Rav Schwab ZtL used to say that since we are in the minority vis a vis other communities, we tend to assimilate to their minhagim.

Recently I encountered a few circumstances in which our minhagim have escaped recognition.

  1. An article in a Queens, NY paper mentioned blowing shofar twice a day in Elul as an obsolete minhag – or ” not minhag Ashkenaz”. A friend of mine quickly penned a response informing the writer of the continued practice of this minhag.
  2. My son’s rebbe mentioned in passing that he is not aware of any shul today that blows only ten shofar blasts during the chazan’s repetition of shemoneh esrei. I sent word with my son that this is still in practice among German Jews. (We have written about this in two other posts.)
  3.  I am an avel this year for my father ( hareini kaparas mishkavo). The gabai of an otherwise organized shul was offering me the amud several times during the week of selichos and I deferred to the person who was chazan for selichos (also an avel, incidentally).
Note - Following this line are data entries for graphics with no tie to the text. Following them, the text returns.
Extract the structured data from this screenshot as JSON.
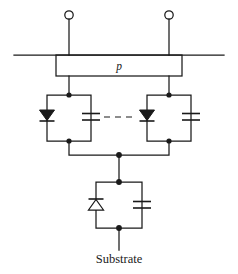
{
  "figure": {
    "kind": "circuit-schematic",
    "title_text": "",
    "background_color": "#ffffff",
    "line_color": "#1a1a1a",
    "width_px": 238,
    "height_px": 274
  },
  "labels": {
    "region_p": "p",
    "substrate": "Substrate"
  },
  "terminals": {
    "left_terminal_name": "open-terminal-left",
    "right_terminal_name": "open-terminal-right",
    "bottom_terminal_name": "substrate-terminal"
  },
  "components": {
    "branch_left": {
      "diode": "diode-filled-down",
      "capacitor": "capacitor-plates"
    },
    "branch_right": {
      "diode": "diode-filled-down",
      "capacitor": "capacitor-plates"
    },
    "branch_substrate": {
      "diode": "diode-hollow-up",
      "capacitor": "capacitor-plates"
    },
    "continuation": "dashed-ellipsis-link"
  },
  "geometry": {
    "top_rail_y": 55,
    "top_rail_x1": 14,
    "top_rail_x2": 224,
    "p_box": {
      "x": 56,
      "y": 55,
      "w": 126,
      "h": 21
    },
    "left_branch_x": 69,
    "right_branch_x": 169,
    "branch_box_top_y": 95,
    "branch_box_bottom_y": 141,
    "branch_half_width": 22,
    "merge_y": 155,
    "center_x": 119,
    "sub_box": {
      "x": 96,
      "y": 182,
      "w": 46,
      "h": 46
    },
    "substrate_lead_y2": 250
  }
}
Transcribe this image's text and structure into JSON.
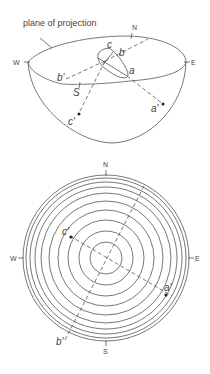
{
  "figure": {
    "top_panel": {
      "caption_label": "plane of projection",
      "compass": {
        "north": "N",
        "south": "S",
        "west": "W",
        "east": "E"
      },
      "points": {
        "a": "a",
        "b": "b",
        "c": "c",
        "a_prime": "a'",
        "b_prime": "b'",
        "c_prime": "c'"
      }
    },
    "bottom_panel": {
      "compass": {
        "north": "N",
        "south": "S",
        "west": "W",
        "east": "E"
      },
      "points": {
        "a_prime": "a'",
        "b_prime": "b'",
        "c_prime": "c'"
      },
      "concentric_circle_radii": [
        16,
        27,
        38,
        48,
        57,
        65,
        71,
        76,
        80,
        83
      ]
    }
  }
}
The gabai was in disbelief and I tried to tell him that this is normative practice per the Rema. I stopped deferring after I deferred and a different avel -not the selichos chazan- was awarded the amud… (In KAJ the selichos chazan has the amud for all tefillos as mentioned in the Rema -and discussed elsewhere in this blog- even above one observing a yahrzeit!)

 

Some of these minhagim are falling out of cognizance even though they are well documented in halacha. The reason being -in my opinion- that there is so much uniformity among shuls, with standard American Ashkenaz and Sefard basically summing up the full spectrum of choices- that all minhagim have dissvolved into those printed in the Artscroll instructions.
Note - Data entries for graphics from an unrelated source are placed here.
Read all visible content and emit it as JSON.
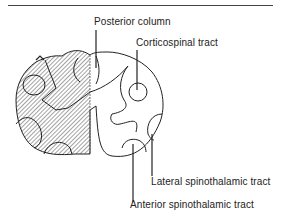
{
  "figure": {
    "type": "spinal cord cross-section",
    "left_half": "hatched",
    "right_half": "unhatched"
  },
  "labels": {
    "posterior_column": "Posterior column",
    "corticospinal_tract": "Corticospinal tract",
    "lateral_spinothalamic_tract": "Lateral spinothalamic tract",
    "anterior_spinothalamic_tract": "Anterior spinothalamic tract"
  },
  "colors": {
    "line": "#222222",
    "background": "#ffffff"
  }
}
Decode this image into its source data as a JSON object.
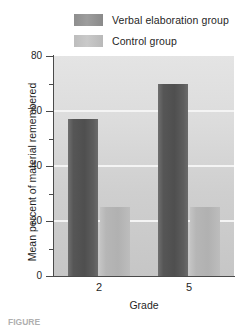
{
  "chart_data": {
    "type": "bar",
    "title": "",
    "categories": [
      "2",
      "5"
    ],
    "series": [
      {
        "name": "Verbal elaboration group",
        "values": [
          57,
          70
        ],
        "color": "#555555"
      },
      {
        "name": "Control group",
        "values": [
          25,
          25
        ],
        "color": "#b6b6b6"
      }
    ],
    "xlabel": "Grade",
    "ylabel": "Mean percent of material remembered",
    "ylim": [
      0,
      80
    ],
    "ytick_labels": [
      "0",
      "20",
      "40",
      "60",
      "80"
    ],
    "ytick_values": [
      0,
      20,
      40,
      60,
      80
    ],
    "yminor_values": [
      10,
      30,
      50,
      70
    ],
    "gridlines": [
      20,
      40,
      60
    ],
    "grid": true,
    "legend_position": "top"
  },
  "legend": {
    "entries": [
      {
        "label": "Verbal elaboration group"
      },
      {
        "label": "Control group"
      }
    ]
  },
  "axes": {
    "y_title": "Mean percent of material remembered",
    "x_title": "Grade",
    "y_labels": [
      "80",
      "60",
      "40",
      "20",
      "0"
    ],
    "x_labels": [
      "2",
      "5"
    ]
  },
  "caption": {
    "text": "FIGURE"
  },
  "colors": {
    "series_verbal": "#555555",
    "series_control": "#b6b6b6",
    "plot_background": "#d6d6d6",
    "gridline": "#f4f4f4",
    "axis": "#4a4a4a",
    "text": "#1f1f1f"
  }
}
Incidentally, the article linked above mentions the shofar in Elul as belonging to shacharis and Maariv. An alternate opinion has it by mincha. That is the practice in KAJ with three tashrat blown.

In the Luach of Machon Moreshes Ashkenaz in Bnei Brak it states that the shofar is blown at Maariv. And so it is practiced in Munk’s shul in London with the following qualifier as I received in an email:

“In Munks at the end of Maariv they blow during Elul, but only at the earlier Mincha and Maariv davening. At the later “Maariv Bizmano” they don’t blow at all.”

Gmar Tov to all.

Minority Minhagim (Elul and High Holiday)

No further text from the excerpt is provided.